Graduation rates throughout Indianapolis Public Schools (IPS) have been steadily increasing over the last two years, thanks to a myriad of recent programs designed to improve academic rigor and support teachers.
IPS has achieved steady growth in our graduation rate while the state graduation rate has declined slightly over the past three years. In 2020, the percentage of IPS students graduating within four years was 74.8% as compared to the state average of 87.7%. In 2021, the district’s rate rose to 76% while the state’s dropped to 86.7%. In 2022, the IPS rate increased to 80% while the state average fell to 86.6%.
Rodney W. Smith, the district’s director of post-secondary planning, said the improvement is due to the district’s focusing on supporting students to stay on track toward graduation.
“Students are monitored through a steady cadence of reports shared with our schools, including freshman and sophomore on-track data along with predictive graduation data,” Smith said. “We are also ramping up rigor using the SAT Suite of Assessments coupled with students’ access to Khan Academy to support their academic and test preparedness. Students are engaging in SAT classroom prompts and SAT boot camps to bolster test scores.”
The district is on path to meet one of the goals set by the IPS Board of School Commissioners, which says that by 2025, the percentage of students graduating within four years will increase from 74.83% to 87% as measured by Indiana Department of Education (IDOE) graduation requirements.
Other positive data for the district include:
- Graduation rates above 80 percent for seven of district’s 10 high schools, including three of the four direct-managed high schools
- Every subgroup achieved a higher graduation rate in 2022 than in 2021.
English language learners have a graduation rate higher than their statewide peers by a margin of over 5 percentage points.
- Graduation rates for black, Hispanic, Asian students are higher or on par with their statewide peers.
- A decline in the use of waivers, dropping from 4.9% in 2021 to 2.7% in 2022. For IPS’ four academy high schools, the waiver rate dropped to 0.91% overall.
- Five of 10 high schools had 100% of students graduate without using a waiver.
According to Smith, the tireless efforts by classroom teachers are contributing to student success.
“IPS teachers work hard to deliver quality instruction and at the same time allow students to make up lost work and/or late work,” Smith said. “It is important for the student to show the learning. Students do not fall into the hopelessness of lost credits and continue to work towards completing coursework for graduation.”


Exercise instructions:
Make an exact copy of all the entries below, with the pictures left out.

Provided data:
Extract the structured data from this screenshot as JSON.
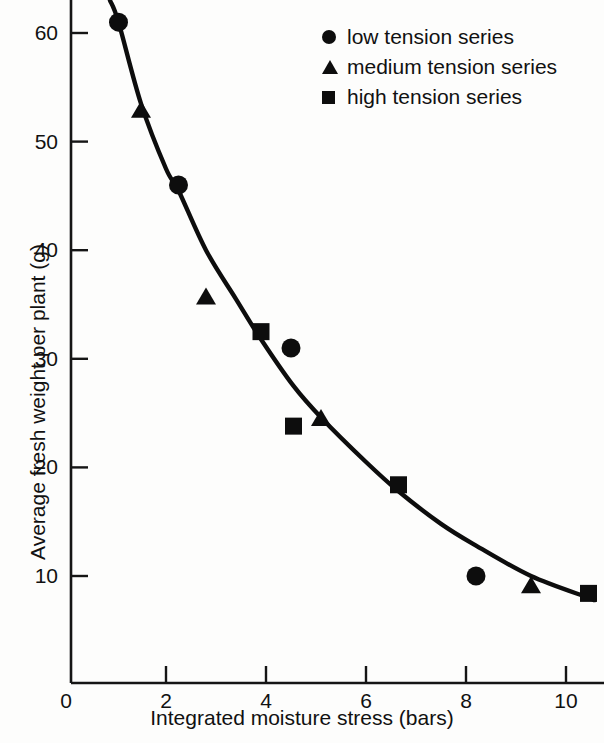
{
  "chart_data": {
    "type": "scatter",
    "title": "",
    "xlabel": "Integrated moisture stress (bars)",
    "ylabel": "Average fresh weight per plant (g)",
    "xlim": [
      0,
      11.2
    ],
    "ylim": [
      0,
      63
    ],
    "xticks": [
      0,
      2,
      4,
      6,
      8,
      10
    ],
    "xtick_labels": [
      "0",
      "2",
      "4",
      "6",
      "8",
      "10"
    ],
    "yticks": [
      10,
      20,
      30,
      40,
      50,
      60
    ],
    "ytick_labels": [
      "10",
      "20",
      "30",
      "40",
      "50",
      "60"
    ],
    "grid": false,
    "legend_position": "top-right",
    "series": [
      {
        "name": "low tension series",
        "marker": "circle",
        "color": "#0d0d0d",
        "points": [
          {
            "x": 1.05,
            "y": 61.0
          },
          {
            "x": 2.25,
            "y": 46.0
          },
          {
            "x": 4.5,
            "y": 31.0
          },
          {
            "x": 8.2,
            "y": 10.0
          }
        ]
      },
      {
        "name": "medium tension series",
        "marker": "triangle",
        "color": "#0d0d0d",
        "points": [
          {
            "x": 1.5,
            "y": 52.8
          },
          {
            "x": 2.8,
            "y": 35.6
          },
          {
            "x": 5.1,
            "y": 24.4
          },
          {
            "x": 9.3,
            "y": 9.0
          }
        ]
      },
      {
        "name": "high tension series",
        "marker": "square",
        "color": "#0d0d0d",
        "points": [
          {
            "x": 3.9,
            "y": 32.5
          },
          {
            "x": 4.55,
            "y": 23.8
          },
          {
            "x": 6.65,
            "y": 18.4
          },
          {
            "x": 10.45,
            "y": 8.4
          }
        ]
      }
    ],
    "fit_curve": {
      "name": "fitted exponential decay trend",
      "color": "#0d0d0d",
      "points": [
        {
          "x": 0.88,
          "y": 63.0
        },
        {
          "x": 1.05,
          "y": 61.0
        },
        {
          "x": 1.5,
          "y": 53.5
        },
        {
          "x": 2.0,
          "y": 47.5
        },
        {
          "x": 2.25,
          "y": 45.5
        },
        {
          "x": 2.8,
          "y": 40.0
        },
        {
          "x": 3.4,
          "y": 35.5
        },
        {
          "x": 3.9,
          "y": 31.8
        },
        {
          "x": 4.55,
          "y": 27.5
        },
        {
          "x": 5.1,
          "y": 24.6
        },
        {
          "x": 6.0,
          "y": 20.5
        },
        {
          "x": 6.65,
          "y": 17.8
        },
        {
          "x": 7.5,
          "y": 14.8
        },
        {
          "x": 8.2,
          "y": 12.8
        },
        {
          "x": 9.3,
          "y": 10.0
        },
        {
          "x": 10.45,
          "y": 8.0
        },
        {
          "x": 10.55,
          "y": 7.8
        }
      ]
    }
  },
  "legend": {
    "items": [
      {
        "label": "low tension series",
        "marker": "circle"
      },
      {
        "label": "medium tension series",
        "marker": "triangle"
      },
      {
        "label": "high tension series",
        "marker": "square"
      }
    ]
  },
  "axes": {
    "x_title": "Integrated moisture stress (bars)",
    "y_title": "Average fresh weight per plant (g)",
    "x_tick_labels": [
      "0",
      "2",
      "4",
      "6",
      "8",
      "10"
    ],
    "y_tick_labels": [
      "60",
      "50",
      "40",
      "30",
      "20",
      "10"
    ]
  }
}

Answer area:
Extract the structured data from this screenshot as JSON.
{
  "chart_data": {
    "type": "scatter",
    "title": "",
    "xlabel": "Integrated moisture stress (bars)",
    "ylabel": "Average fresh weight per plant (g)",
    "xlim": [
      0,
      11.2
    ],
    "ylim": [
      0,
      63
    ],
    "xticks": [
      0,
      2,
      4,
      6,
      8,
      10
    ],
    "xtick_labels": [
      "0",
      "2",
      "4",
      "6",
      "8",
      "10"
    ],
    "yticks": [
      10,
      20,
      30,
      40,
      50,
      60
    ],
    "ytick_labels": [
      "10",
      "20",
      "30",
      "40",
      "50",
      "60"
    ],
    "grid": false,
    "legend_position": "top-right",
    "series": [
      {
        "name": "low tension series",
        "marker": "circle",
        "color": "#0d0d0d",
        "points": [
          {
            "x": 1.05,
            "y": 61.0
          },
          {
            "x": 2.25,
            "y": 46.0
          },
          {
            "x": 4.5,
            "y": 31.0
          },
          {
            "x": 8.2,
            "y": 10.0
          }
        ]
      },
      {
        "name": "medium tension series",
        "marker": "triangle",
        "color": "#0d0d0d",
        "points": [
          {
            "x": 1.5,
            "y": 52.8
          },
          {
            "x": 2.8,
            "y": 35.6
          },
          {
            "x": 5.1,
            "y": 24.4
          },
          {
            "x": 9.3,
            "y": 9.0
          }
        ]
      },
      {
        "name": "high tension series",
        "marker": "square",
        "color": "#0d0d0d",
        "points": [
          {
            "x": 3.9,
            "y": 32.5
          },
          {
            "x": 4.55,
            "y": 23.8
          },
          {
            "x": 6.65,
            "y": 18.4
          },
          {
            "x": 10.45,
            "y": 8.4
          }
        ]
      }
    ],
    "fit_curve": {
      "name": "fitted exponential decay trend",
      "color": "#0d0d0d",
      "points": [
        {
          "x": 0.88,
          "y": 63.0
        },
        {
          "x": 1.05,
          "y": 61.0
        },
        {
          "x": 1.5,
          "y": 53.5
        },
        {
          "x": 2.0,
          "y": 47.5
        },
        {
          "x": 2.25,
          "y": 45.5
        },
        {
          "x": 2.8,
          "y": 40.0
        },
        {
          "x": 3.4,
          "y": 35.5
        },
        {
          "x": 3.9,
          "y": 31.8
        },
        {
          "x": 4.55,
          "y": 27.5
        },
        {
          "x": 5.1,
          "y": 24.6
        },
        {
          "x": 6.0,
          "y": 20.5
        },
        {
          "x": 6.65,
          "y": 17.8
        },
        {
          "x": 7.5,
          "y": 14.8
        },
        {
          "x": 8.2,
          "y": 12.8
        },
        {
          "x": 9.3,
          "y": 10.0
        },
        {
          "x": 10.45,
          "y": 8.0
        },
        {
          "x": 10.55,
          "y": 7.8
        }
      ]
    }
  },
  "legend": {
    "items": [
      {
        "label": "low tension series",
        "marker": "circle"
      },
      {
        "label": "medium tension series",
        "marker": "triangle"
      },
      {
        "label": "high tension series",
        "marker": "square"
      }
    ]
  },
  "axes": {
    "x_title": "Integrated moisture stress (bars)",
    "y_title": "Average fresh weight per plant (g)",
    "x_tick_labels": [
      "0",
      "2",
      "4",
      "6",
      "8",
      "10"
    ],
    "y_tick_labels": [
      "60",
      "50",
      "40",
      "30",
      "20",
      "10"
    ]
  }
}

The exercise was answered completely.